There are Always Those Who Try to Tell Us that Greater Longevity Will Be a Disaster

There are always those who try to argue that increasing human healthy life span would be an economic disaster. I would have thought this a hard view to justify to oneself given centuries of economic growth walking hand in hand with greater life expectancy, but many people prioritize the present unsustainable structure of economic entitlements in Western societies more highly than any number of lost and crippled lives. In their eyes the machine must continue exactly as it is, regardless of the deaths and suffering that pays for it. This is the small-c conservative impulse at work, the tendency for people to support and defend the present status quo, no matter how ridiculous it might be, and no matter how or when it came into being. But the world will change in response to new capabilities in medicine, and political and economic systems that cannot possibly work will fall. They are far less important than better and longer lives for ordinary people.

Change is not disaster. It is progress. Why receive entitlements if you are old but not frail? Why retire if you don't have to? Why think of someone in their 60s and 70s as less capable than someone in their 30s when that is no longer the case? The purpose of research into extended longevity is to prevent the frailty and illness that stops people from being able to support themselves. Entitlements and forced wealth transfers have no place in that near future world, regardless of what you might think of them today.

Most of us think of longevity as a gift, a blessing, a sign of social progress. Gordon Woo thinks of it as a catastrophe. Woo is one of the world's best-respected "catastrophists," and helps insurers and reinsurers calculate the likelihood of disastrous earthquakes, hurricanes, droughts, terrorist attacks, financial crises, and other hazards. Woo's major preoccupation these days is the risks posed by people living longer. Unlike some futurists, Woo does not believe the aging of the population is going to plateau any time soon - not in an era when you'll be able to replace more of your spare parts and take the drugs that work best for your personal genome. And that could have huge implications in the coming decades, as civilizations struggle to meet the medical and financial needs of their elders.

MG: Can you explain why longevity is bad?

GW: We're focusing on the pension retirement sector, and it's really underfunded in terms of its provision for increasing lifespan in the decades ahead. One reason is that when it comes to making provisions for longevity instead of ecological or geological catastrophes, regulators tend to be fairly light of touch. There's good reason for this. If a corporation seems to have a black hole in its pension fund, it may not be a good policy to force the corporation to pump more money into the fund while it's going through hard times, because that very act could draw the corporation into insolvency. That's why regulators, even if they spot the problem with the pension fund, are often reluctant to force measures to remedy the situation. Often the thinking is, times will get better, corporations will get out of trouble, hopefully everything will be rosy in the future. But that will not be the case.

MG: How much longer are people living? Is this trend going to accelerate going forward?

GW: There is one view within the actuarial community that it might be leveling out - medical discovery is plateauing, it's getting harder to discover new drugs, there are diminishing returns, that kind of thing. But that perspective doesn't allow for the expansion of research into whole new territories such as regenerative medicine and anti-aging.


▸ WORK TO COMPLETE:
These entries must be printed again exactly as they are.

▸ DATASET RECORDS:

----------------------------------------

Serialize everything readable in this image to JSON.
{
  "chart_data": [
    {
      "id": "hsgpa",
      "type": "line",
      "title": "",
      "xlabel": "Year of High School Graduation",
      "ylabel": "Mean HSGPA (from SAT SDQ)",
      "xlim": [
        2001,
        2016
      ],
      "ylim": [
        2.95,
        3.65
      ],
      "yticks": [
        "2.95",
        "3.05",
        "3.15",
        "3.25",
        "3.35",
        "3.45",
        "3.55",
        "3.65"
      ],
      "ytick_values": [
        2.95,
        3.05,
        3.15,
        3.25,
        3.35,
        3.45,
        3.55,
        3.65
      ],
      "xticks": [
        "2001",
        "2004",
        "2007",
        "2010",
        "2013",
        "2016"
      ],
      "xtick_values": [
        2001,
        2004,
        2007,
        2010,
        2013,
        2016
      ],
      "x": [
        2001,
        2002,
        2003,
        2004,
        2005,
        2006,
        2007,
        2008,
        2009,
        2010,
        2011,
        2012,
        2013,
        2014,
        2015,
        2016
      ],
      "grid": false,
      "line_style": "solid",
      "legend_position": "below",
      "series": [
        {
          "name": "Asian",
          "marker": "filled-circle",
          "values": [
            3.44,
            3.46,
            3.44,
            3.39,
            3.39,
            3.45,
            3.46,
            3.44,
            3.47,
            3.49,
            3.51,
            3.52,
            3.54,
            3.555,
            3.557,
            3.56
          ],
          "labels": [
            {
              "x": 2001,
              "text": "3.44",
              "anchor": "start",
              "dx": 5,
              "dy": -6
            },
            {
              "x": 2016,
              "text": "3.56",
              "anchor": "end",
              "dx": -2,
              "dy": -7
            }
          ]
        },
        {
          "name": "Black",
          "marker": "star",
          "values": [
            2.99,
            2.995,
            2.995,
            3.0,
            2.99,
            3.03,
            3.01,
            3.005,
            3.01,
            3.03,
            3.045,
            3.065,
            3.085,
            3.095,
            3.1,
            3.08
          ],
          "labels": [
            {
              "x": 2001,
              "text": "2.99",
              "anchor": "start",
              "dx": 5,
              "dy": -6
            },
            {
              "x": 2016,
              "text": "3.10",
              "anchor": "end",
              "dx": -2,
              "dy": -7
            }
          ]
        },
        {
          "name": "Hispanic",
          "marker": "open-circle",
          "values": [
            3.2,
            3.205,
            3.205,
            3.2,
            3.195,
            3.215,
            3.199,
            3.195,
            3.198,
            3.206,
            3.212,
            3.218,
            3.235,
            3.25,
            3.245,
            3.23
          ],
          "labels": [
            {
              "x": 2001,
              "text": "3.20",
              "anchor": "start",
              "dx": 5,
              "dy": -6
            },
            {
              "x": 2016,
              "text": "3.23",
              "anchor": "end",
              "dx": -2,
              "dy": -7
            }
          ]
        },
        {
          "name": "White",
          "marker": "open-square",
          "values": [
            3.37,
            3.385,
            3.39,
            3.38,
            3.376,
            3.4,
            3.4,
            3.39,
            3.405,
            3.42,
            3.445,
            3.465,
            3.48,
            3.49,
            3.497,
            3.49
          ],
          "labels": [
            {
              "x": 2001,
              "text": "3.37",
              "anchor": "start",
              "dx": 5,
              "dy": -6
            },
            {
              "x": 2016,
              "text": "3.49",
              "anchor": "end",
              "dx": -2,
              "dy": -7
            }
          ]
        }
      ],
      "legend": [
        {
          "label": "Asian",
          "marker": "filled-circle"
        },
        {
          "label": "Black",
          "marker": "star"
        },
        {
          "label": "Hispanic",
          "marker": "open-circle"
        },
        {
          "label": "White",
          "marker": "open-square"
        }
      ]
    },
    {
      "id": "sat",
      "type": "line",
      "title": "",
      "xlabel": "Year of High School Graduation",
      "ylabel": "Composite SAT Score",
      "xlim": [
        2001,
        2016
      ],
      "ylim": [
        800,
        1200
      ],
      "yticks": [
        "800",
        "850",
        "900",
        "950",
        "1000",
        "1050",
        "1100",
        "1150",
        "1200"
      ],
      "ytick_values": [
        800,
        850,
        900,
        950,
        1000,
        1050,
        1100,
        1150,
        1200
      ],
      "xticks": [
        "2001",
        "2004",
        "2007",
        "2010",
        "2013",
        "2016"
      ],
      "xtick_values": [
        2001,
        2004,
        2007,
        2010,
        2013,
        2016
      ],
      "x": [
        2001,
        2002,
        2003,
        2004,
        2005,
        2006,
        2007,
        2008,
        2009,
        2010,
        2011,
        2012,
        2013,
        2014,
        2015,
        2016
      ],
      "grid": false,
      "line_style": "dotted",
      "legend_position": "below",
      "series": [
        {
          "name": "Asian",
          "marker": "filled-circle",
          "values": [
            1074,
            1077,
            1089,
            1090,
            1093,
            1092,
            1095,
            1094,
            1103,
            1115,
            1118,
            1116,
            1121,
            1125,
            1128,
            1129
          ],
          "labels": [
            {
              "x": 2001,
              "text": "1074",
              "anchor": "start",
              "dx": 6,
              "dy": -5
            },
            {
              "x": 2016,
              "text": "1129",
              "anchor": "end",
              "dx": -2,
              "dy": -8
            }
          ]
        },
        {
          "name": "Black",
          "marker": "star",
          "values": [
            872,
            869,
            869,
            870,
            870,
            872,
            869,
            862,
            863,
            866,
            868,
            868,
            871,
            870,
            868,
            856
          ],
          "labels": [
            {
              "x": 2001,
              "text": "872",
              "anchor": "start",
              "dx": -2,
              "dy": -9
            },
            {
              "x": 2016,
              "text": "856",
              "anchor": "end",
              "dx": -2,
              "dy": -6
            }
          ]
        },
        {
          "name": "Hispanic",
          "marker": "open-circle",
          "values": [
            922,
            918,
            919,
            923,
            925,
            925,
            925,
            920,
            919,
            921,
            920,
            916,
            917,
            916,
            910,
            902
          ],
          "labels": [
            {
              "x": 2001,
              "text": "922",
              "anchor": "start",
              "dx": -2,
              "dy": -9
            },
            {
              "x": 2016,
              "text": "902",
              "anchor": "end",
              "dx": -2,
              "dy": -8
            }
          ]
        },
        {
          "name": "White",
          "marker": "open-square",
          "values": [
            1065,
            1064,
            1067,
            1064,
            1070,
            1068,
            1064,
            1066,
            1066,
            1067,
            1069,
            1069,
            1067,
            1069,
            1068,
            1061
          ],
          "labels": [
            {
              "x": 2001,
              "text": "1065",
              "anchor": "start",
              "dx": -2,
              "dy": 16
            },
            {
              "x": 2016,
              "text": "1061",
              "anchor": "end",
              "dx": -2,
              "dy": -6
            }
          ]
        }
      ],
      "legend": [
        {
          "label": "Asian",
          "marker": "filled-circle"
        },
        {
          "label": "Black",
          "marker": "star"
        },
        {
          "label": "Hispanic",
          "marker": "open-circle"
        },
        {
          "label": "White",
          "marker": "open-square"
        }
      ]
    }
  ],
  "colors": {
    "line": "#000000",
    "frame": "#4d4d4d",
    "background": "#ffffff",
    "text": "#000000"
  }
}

----------------------------------------

▸ REPLY:
Serialize everything readable in this image to JSON.
{
  "chart_data": [
    {
      "id": "hsgpa",
      "type": "line",
      "title": "",
      "xlabel": "Year of High School Graduation",
      "ylabel": "Mean HSGPA (from SAT SDQ)",
      "xlim": [
        2001,
        2016
      ],
      "ylim": [
        2.95,
        3.65
      ],
      "yticks": [
        "2.95",
        "3.05",
        "3.15",
        "3.25",
        "3.35",
        "3.45",
        "3.55",
        "3.65"
      ],
      "ytick_values": [
        2.95,
        3.05,
        3.15,
        3.25,
        3.35,
        3.45,
        3.55,
        3.65
      ],
      "xticks": [
        "2001",
        "2004",
        "2007",
        "2010",
        "2013",
        "2016"
      ],
      "xtick_values": [
        2001,
        2004,
        2007,
        2010,
        2013,
        2016
      ],
      "x": [
        2001,
        2002,
        2003,
        2004,
        2005,
        2006,
        2007,
        2008,
        2009,
        2010,
        2011,
        2012,
        2013,
        2014,
        2015,
        2016
      ],
      "grid": false,
      "line_style": "solid",
      "legend_position": "below",
      "series": [
        {
          "name": "Asian",
          "marker": "filled-circle",
          "values": [
            3.44,
            3.46,
            3.44,
            3.39,
            3.39,
            3.45,
            3.46,
            3.44,
            3.47,
            3.49,
            3.51,
            3.52,
            3.54,
            3.555,
            3.557,
            3.56
          ],
          "labels": [
            {
              "x": 2001,
              "text": "3.44",
              "anchor": "start",
              "dx": 5,
              "dy": -6
            },
            {
              "x": 2016,
              "text": "3.56",
              "anchor": "end",
              "dx": -2,
              "dy": -7
            }
          ]
        },
        {
          "name": "Black",
          "marker": "star",
          "values": [
            2.99,
            2.995,
            2.995,
            3.0,
            2.99,
            3.03,
            3.01,
            3.005,
            3.01,
            3.03,
            3.045,
            3.065,
            3.085,
            3.095,
            3.1,
            3.08
          ],
          "labels": [
            {
              "x": 2001,
              "text": "2.99",
              "anchor": "start",
              "dx": 5,
              "dy": -6
            },
            {
              "x": 2016,
              "text": "3.10",
              "anchor": "end",
              "dx": -2,
              "dy": -7
            }
          ]
        },
        {
          "name": "Hispanic",
          "marker": "open-circle",
          "values": [
            3.2,
            3.205,
            3.205,
            3.2,
            3.195,
            3.215,
            3.199,
            3.195,
            3.198,
            3.206,
            3.212,
            3.218,
            3.235,
            3.25,
            3.245,
            3.23
          ],
          "labels": [
            {
              "x": 2001,
              "text": "3.20",
              "anchor": "start",
              "dx": 5,
              "dy": -6
            },
            {
              "x": 2016,
              "text": "3.23",
              "anchor": "end",
              "dx": -2,
              "dy": -7
            }
          ]
        },
        {
          "name": "White",
          "marker": "open-square",
          "values": [
            3.37,
            3.385,
            3.39,
            3.38,
            3.376,
            3.4,
            3.4,
            3.39,
            3.405,
            3.42,
            3.445,
            3.465,
            3.48,
            3.49,
            3.497,
            3.49
          ],
          "labels": [
            {
              "x": 2001,
              "text": "3.37",
              "anchor": "start",
              "dx": 5,
              "dy": -6
            },
            {
              "x": 2016,
              "text": "3.49",
              "anchor": "end",
              "dx": -2,
              "dy": -7
            }
          ]
        }
      ],
      "legend": [
        {
          "label": "Asian",
          "marker": "filled-circle"
        },
        {
          "label": "Black",
          "marker": "star"
        },
        {
          "label": "Hispanic",
          "marker": "open-circle"
        },
        {
          "label": "White",
          "marker": "open-square"
        }
      ]
    },
    {
      "id": "sat",
      "type": "line",
      "title": "",
      "xlabel": "Year of High School Graduation",
      "ylabel": "Composite SAT Score",
      "xlim": [
        2001,
        2016
      ],
      "ylim": [
        800,
        1200
      ],
      "yticks": [
        "800",
        "850",
        "900",
        "950",
        "1000",
        "1050",
        "1100",
        "1150",
        "1200"
      ],
      "ytick_values": [
        800,
        850,
        900,
        950,
        1000,
        1050,
        1100,
        1150,
        1200
      ],
      "xticks": [
        "2001",
        "2004",
        "2007",
        "2010",
        "2013",
        "2016"
      ],
      "xtick_values": [
        2001,
        2004,
        2007,
        2010,
        2013,
        2016
      ],
      "x": [
        2001,
        2002,
        2003,
        2004,
        2005,
        2006,
        2007,
        2008,
        2009,
        2010,
        2011,
        2012,
        2013,
        2014,
        2015,
        2016
      ],
      "grid": false,
      "line_style": "dotted",
      "legend_position": "below",
      "series": [
        {
          "name": "Asian",
          "marker": "filled-circle",
          "values": [
            1074,
            1077,
            1089,
            1090,
            1093,
            1092,
            1095,
            1094,
            1103,
            1115,
            1118,
            1116,
            1121,
            1125,
            1128,
            1129
          ],
          "labels": [
            {
              "x": 2001,
              "text": "1074",
              "anchor": "start",
              "dx": 6,
              "dy": -5
            },
            {
              "x": 2016,
              "text": "1129",
              "anchor": "end",
              "dx": -2,
              "dy": -8
            }
          ]
        },
        {
          "name": "Black",
          "marker": "star",
          "values": [
            872,
            869,
            869,
            870,
            870,
            872,
            869,
            862,
            863,
            866,
            868,
            868,
            871,
            870,
            868,
            856
          ],
          "labels": [
            {
              "x": 2001,
              "text": "872",
              "anchor": "start",
              "dx": -2,
              "dy": -9
            },
            {
              "x": 2016,
              "text": "856",
              "anchor": "end",
              "dx": -2,
              "dy": -6
            }
          ]
        },
        {
          "name": "Hispanic",
          "marker": "open-circle",
          "values": [
            922,
            918,
            919,
            923,
            925,
            925,
            925,
            920,
            919,
            921,
            920,
            916,
            917,
            916,
            910,
            902
          ],
          "labels": [
            {
              "x": 2001,
              "text": "922",
              "anchor": "start",
              "dx": -2,
              "dy": -9
            },
            {
              "x": 2016,
              "text": "902",
              "anchor": "end",
              "dx": -2,
              "dy": -8
            }
          ]
        },
        {
          "name": "White",
          "marker": "open-square",
          "values": [
            1065,
            1064,
            1067,
            1064,
            1070,
            1068,
            1064,
            1066,
            1066,
            1067,
            1069,
            1069,
            1067,
            1069,
            1068,
            1061
          ],
          "labels": [
            {
              "x": 2001,
              "text": "1065",
              "anchor": "start",
              "dx": -2,
              "dy": 16
            },
            {
              "x": 2016,
              "text": "1061",
              "anchor": "end",
              "dx": -2,
              "dy": -6
            }
          ]
        }
      ],
      "legend": [
        {
          "label": "Asian",
          "marker": "filled-circle"
        },
        {
          "label": "Black",
          "marker": "star"
        },
        {
          "label": "Hispanic",
          "marker": "open-circle"
        },
        {
          "label": "White",
          "marker": "open-square"
        }
      ]
    }
  ],
  "colors": {
    "line": "#000000",
    "frame": "#4d4d4d",
    "background": "#ffffff",
    "text": "#000000"
  }
}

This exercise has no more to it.